The 2020 census held some surprising news for New York City. The City’s population, thought for years to be in decline, had actually grown significantly since 2010. NYC added around 629,000 residents in the past decade, defying predictions that the city was shrinking.
But one piece of information from the 2020 census was unsurprising — the city still isn’t building enough housing.
NYC has massively underbuilt housing for years. While many people say they feel like there’s new construction everywhere, the fact is that New York has grown by 629,000 people and added only 209,000 housing units in the past 10 years. Given that most new New Yorkers are either singles or couples without children, that simply isn’t enough housing to keep up. It’s not surprising that when you add far more people than you do housing units, competition for those units causes the price of rent to soar.
We’ll never escape the high cost of rent without addressing the root issue — a lack of new housing units
We can see the results for ourselves. Over the past decade, housing prices in NYC have increased 58%. Around 42% of renter households are rent-burdened — they spend over 30% of their gross income on rent. In Hell’s Kitchen, almost 35% of residents were rent-burdened. The news last week that New York rents now top San Francisco’s for the first time in years just piles on the pressure.
What’s happening in NYC is happening in Hell’s Kitchen too. According to map guru Tom Fish, Hell’s Kitchen added 12,080 residents in the past decade, compared to only 3,981 new housing units. There are some census blocks in Hell’s Kitchen where there were zero new housing units built in the last 10 years.
It’s ridiculous that in one of the most desirable cities in the world — a city that is famously welcoming to immigrants, a city that advertises itself as ‘where dreams are made’ — there are neighborhoods that completely shut the door to newcomers and build zero housing.
Unfortunately, our local politics often exacerbates this problem. Community boards encourage more restrictions on where housing can be built, more rules about how that housing must be developed, and more and more steps in the approval process. It’s all too common to hear about lengthy delays in approval for new housing projects, community boards voting against new buildings, and fierce opposition to rezoning. All this creates a housing supply shortage, which in turn leads to soaring prices for the limited housing supply available.
What can be done? We need to vote for city council members and other local politicians who will advance new housing, not slow it down or restrict it. We’ve had a lot of programs providing help for rent-burdened people — both NYC programs and federal COVID relief programs. These funds have helped to relieve the pressure of high housing costs during a pandemic. But we’ll never escape the high cost of rent without addressing the root issue — a lack of new housing units.
We also need action at federal level to break the hold that NIMBYs have on the politics of NYC housing. NYC’s representatives in Congress should support the YIMBY Act and the Build More Housing Near Transit Act. These bills would ensure federal money flows to places that make it easy to build new housing, not places that restrict and prevent new housing at every opportunity.
I am not a native New Yorker — I moved to Hell’s Kitchen a decade ago. After 10 years, it’s hard for me to imagine living anywhere else. I want more housing for NYC because it will make our rents cheaper, because it will make us a more dynamic and open city, and because it will give more people the chance to do what I did — become a New Yorker.
Jeremiah Johnson is the director of the Center for New Liberalism, a housing advocate, and a Hell’s Kitchen resident for 10 years.
The city needs to seriously implement new infrastructure, subways, add new bus routes, fix bad tasting water etc to support and renew the massive corrosion of everything that is collapsing… Streets are constantly being dug up all over Manhattan. Sheds are on every block on the UWS for decades. Maybe this would make it a thriving livable feasible ongoing experience to live here. Right now it’s becoming a dump.
No, historic Hells Kitchen does not need new housing built on every single block. What a strange suggestion. Is there no respect for the quality of our neighborhood? If every block starts building up up up then our neighborhood will be gone and we will simply be another overpopulated dystopia.
Imagine Paris or Venice with this mindset. Tragic! I for one treasure the quality of our blocks and the abundance of sunshine we are blessed with while other neighborhoods become shadowed with more and more high rises.
I love that Gregg above is basically saying “Nobody else is allowed to move here or have a home, because I might have to walk through some shadows of tall buildings”
If you’re so bothered by tall buildings why do you live in Manhattan?
No, Ashley, that’s not what I said. I said we don’t need new housing on every single block, so that we don’t lose the historic character of our neighborhood. New housing could certainly be built without encroaching on every single block.
I’m much more interested in new infrastructure like bringing in quality grocery stores to serve the population we already have.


> _THE PROBLEM_: Give only the number of lines in the records that include the string "below".

> _INPUT DATA_:

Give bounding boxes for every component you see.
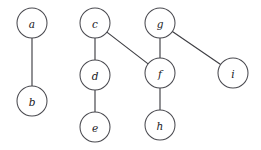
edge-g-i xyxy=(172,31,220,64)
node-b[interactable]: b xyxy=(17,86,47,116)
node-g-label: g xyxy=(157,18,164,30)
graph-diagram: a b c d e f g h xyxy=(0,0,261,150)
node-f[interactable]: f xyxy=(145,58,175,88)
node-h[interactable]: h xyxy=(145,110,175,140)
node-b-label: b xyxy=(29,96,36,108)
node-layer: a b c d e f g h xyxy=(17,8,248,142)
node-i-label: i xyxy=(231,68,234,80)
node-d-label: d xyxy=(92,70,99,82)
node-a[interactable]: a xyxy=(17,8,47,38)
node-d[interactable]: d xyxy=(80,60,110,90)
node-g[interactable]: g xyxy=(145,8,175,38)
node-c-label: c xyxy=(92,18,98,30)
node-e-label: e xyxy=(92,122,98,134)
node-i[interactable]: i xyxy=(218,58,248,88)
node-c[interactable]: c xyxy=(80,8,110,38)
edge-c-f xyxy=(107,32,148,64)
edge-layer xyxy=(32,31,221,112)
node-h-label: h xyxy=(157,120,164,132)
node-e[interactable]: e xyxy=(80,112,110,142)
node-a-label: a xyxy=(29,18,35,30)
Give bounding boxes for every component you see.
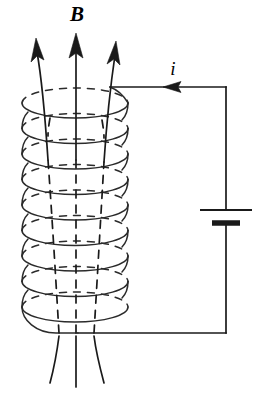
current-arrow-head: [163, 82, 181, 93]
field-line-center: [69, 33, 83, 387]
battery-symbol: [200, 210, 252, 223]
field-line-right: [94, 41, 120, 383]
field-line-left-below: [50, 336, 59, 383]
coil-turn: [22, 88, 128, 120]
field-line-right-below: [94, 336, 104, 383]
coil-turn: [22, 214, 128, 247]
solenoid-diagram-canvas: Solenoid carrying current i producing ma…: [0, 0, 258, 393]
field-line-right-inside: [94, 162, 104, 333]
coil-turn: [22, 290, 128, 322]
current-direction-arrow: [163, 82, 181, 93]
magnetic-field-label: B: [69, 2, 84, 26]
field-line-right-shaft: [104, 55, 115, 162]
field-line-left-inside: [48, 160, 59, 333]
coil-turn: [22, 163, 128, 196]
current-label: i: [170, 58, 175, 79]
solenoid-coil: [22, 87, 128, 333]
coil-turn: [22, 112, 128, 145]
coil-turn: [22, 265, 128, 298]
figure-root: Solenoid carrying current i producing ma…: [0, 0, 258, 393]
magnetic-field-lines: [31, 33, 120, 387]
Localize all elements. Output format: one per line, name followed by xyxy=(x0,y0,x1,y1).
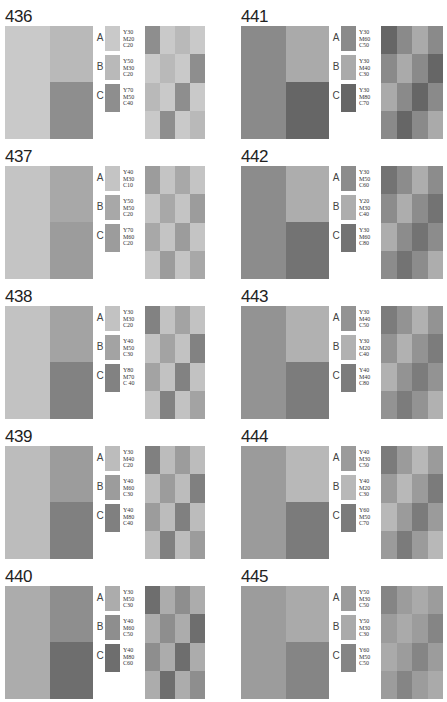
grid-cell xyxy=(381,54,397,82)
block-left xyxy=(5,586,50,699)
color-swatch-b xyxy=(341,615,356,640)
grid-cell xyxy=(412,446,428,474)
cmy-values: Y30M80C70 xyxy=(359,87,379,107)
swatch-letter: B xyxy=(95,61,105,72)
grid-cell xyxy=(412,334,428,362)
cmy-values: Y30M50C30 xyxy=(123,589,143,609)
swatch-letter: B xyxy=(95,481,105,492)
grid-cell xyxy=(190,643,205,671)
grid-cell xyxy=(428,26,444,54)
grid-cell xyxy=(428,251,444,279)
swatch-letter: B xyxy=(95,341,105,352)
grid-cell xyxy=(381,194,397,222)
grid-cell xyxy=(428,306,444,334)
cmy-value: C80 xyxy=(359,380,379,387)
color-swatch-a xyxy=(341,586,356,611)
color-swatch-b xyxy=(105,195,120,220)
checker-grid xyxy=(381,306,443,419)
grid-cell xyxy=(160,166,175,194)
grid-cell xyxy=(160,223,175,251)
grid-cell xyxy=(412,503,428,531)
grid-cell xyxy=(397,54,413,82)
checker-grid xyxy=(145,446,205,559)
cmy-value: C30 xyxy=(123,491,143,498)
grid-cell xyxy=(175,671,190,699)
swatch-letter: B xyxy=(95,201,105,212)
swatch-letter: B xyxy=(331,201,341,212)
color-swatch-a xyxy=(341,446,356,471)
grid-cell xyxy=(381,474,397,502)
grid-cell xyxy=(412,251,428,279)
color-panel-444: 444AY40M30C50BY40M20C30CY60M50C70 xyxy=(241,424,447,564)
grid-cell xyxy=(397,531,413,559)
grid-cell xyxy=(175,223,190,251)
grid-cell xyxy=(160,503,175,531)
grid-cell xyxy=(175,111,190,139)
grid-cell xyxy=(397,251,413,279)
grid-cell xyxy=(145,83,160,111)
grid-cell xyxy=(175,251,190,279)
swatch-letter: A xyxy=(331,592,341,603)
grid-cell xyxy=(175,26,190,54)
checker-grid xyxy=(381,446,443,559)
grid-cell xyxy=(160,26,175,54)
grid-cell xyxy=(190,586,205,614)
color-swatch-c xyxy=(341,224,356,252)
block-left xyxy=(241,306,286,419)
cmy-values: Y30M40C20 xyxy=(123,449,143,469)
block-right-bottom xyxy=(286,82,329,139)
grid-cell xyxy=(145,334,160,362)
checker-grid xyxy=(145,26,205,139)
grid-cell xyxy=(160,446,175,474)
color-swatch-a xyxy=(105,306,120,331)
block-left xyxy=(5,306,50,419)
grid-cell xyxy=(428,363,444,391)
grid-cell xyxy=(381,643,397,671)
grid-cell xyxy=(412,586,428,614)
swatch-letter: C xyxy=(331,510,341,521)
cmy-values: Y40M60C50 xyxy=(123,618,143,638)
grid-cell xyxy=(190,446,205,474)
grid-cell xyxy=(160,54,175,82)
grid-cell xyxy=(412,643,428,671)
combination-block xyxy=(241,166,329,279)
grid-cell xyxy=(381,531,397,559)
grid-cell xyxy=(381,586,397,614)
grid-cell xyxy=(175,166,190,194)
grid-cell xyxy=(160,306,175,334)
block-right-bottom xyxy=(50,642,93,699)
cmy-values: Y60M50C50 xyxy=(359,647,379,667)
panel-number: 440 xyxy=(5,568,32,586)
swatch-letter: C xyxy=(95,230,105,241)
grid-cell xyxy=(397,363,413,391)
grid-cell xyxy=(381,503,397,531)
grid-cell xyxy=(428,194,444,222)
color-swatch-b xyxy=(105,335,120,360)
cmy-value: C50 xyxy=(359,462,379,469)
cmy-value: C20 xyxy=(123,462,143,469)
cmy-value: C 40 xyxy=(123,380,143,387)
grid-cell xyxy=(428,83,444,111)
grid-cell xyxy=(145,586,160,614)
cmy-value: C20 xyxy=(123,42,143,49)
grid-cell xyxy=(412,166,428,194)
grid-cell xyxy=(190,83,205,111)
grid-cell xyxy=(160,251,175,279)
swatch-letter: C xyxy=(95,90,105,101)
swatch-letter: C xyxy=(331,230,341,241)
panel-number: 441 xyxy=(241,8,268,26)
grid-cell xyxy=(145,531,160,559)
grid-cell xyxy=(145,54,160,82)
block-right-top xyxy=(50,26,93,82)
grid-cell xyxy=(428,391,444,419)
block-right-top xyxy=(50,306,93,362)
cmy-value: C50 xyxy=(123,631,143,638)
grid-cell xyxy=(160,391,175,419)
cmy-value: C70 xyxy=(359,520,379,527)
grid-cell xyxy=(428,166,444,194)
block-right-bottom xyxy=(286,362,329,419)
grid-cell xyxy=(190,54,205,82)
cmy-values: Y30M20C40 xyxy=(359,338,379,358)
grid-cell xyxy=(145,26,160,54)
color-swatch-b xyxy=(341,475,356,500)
* * *
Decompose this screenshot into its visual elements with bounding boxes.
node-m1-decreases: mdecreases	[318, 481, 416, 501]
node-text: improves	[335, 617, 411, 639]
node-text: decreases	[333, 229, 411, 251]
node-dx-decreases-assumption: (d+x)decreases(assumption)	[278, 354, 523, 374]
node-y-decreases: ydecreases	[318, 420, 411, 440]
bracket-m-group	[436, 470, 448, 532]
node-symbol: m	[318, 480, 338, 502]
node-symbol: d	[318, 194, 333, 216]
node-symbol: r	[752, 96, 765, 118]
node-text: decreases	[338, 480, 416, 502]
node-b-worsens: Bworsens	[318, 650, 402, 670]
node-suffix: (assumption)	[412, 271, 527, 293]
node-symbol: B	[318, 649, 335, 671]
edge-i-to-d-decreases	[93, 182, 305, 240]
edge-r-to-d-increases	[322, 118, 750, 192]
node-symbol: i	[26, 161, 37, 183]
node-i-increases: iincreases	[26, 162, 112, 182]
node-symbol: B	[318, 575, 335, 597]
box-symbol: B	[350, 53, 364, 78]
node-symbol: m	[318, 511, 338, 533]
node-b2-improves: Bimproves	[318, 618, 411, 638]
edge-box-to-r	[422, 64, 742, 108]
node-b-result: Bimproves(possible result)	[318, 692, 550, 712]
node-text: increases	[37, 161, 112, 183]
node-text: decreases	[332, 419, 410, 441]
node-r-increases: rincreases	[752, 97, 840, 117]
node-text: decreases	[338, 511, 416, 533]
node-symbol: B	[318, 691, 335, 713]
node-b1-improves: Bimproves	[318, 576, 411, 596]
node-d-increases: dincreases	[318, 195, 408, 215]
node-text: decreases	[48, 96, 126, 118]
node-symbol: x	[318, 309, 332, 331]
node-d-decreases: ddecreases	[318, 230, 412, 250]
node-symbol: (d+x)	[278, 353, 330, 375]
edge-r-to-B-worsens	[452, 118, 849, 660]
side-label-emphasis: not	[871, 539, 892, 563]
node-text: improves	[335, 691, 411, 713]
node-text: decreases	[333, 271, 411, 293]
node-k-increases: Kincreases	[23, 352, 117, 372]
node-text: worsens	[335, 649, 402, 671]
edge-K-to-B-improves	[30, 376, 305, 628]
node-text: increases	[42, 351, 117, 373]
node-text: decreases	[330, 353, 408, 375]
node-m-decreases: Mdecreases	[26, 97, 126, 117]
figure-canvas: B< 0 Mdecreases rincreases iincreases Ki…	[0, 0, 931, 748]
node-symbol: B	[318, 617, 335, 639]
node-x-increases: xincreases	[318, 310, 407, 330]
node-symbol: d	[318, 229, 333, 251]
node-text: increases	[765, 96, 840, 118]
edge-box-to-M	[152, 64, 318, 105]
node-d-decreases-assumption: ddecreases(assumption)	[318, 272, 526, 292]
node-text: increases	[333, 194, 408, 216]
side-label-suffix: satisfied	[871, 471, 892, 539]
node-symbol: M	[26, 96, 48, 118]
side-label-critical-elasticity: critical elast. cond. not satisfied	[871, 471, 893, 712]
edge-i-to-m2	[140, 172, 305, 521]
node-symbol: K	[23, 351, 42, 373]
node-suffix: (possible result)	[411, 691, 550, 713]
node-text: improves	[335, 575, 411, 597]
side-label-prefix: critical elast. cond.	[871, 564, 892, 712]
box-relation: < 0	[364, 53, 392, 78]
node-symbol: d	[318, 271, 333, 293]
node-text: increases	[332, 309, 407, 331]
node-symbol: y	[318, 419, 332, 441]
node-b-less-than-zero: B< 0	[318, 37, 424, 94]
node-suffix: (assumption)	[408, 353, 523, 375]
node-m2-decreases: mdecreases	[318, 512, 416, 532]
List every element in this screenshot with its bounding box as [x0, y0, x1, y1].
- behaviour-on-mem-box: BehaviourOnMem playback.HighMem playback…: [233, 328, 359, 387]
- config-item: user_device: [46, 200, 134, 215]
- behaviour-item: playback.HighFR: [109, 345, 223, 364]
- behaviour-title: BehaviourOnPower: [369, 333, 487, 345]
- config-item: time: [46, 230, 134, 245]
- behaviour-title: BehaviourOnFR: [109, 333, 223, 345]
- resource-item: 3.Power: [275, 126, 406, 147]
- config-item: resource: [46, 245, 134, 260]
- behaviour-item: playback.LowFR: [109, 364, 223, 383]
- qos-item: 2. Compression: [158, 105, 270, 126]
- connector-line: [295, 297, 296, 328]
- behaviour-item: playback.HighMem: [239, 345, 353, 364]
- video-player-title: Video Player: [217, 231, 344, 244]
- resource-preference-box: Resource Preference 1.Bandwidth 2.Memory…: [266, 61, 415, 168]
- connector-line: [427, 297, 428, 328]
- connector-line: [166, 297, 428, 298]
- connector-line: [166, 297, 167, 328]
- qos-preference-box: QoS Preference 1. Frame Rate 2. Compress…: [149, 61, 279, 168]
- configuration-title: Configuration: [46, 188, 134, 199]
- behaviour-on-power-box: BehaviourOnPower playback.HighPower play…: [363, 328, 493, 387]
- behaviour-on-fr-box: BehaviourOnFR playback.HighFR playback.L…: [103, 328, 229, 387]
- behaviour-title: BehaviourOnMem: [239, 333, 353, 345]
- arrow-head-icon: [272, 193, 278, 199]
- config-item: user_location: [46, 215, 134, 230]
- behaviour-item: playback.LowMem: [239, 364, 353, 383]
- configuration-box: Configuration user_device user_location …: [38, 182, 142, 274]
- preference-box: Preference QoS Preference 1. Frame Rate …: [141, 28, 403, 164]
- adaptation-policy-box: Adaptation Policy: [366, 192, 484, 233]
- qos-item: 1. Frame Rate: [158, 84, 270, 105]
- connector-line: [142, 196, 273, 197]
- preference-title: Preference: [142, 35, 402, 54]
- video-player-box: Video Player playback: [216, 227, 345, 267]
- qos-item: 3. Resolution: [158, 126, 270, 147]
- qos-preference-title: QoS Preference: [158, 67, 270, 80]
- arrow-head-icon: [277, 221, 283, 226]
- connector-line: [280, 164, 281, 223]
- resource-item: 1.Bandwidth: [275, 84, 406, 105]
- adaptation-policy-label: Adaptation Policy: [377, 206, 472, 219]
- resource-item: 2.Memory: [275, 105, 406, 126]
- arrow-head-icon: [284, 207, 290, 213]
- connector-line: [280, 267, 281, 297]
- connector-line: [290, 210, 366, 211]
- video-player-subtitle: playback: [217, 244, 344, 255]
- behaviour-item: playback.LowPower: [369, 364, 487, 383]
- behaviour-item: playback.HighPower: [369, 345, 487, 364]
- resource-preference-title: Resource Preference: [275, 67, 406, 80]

> _SOLUTION_: 2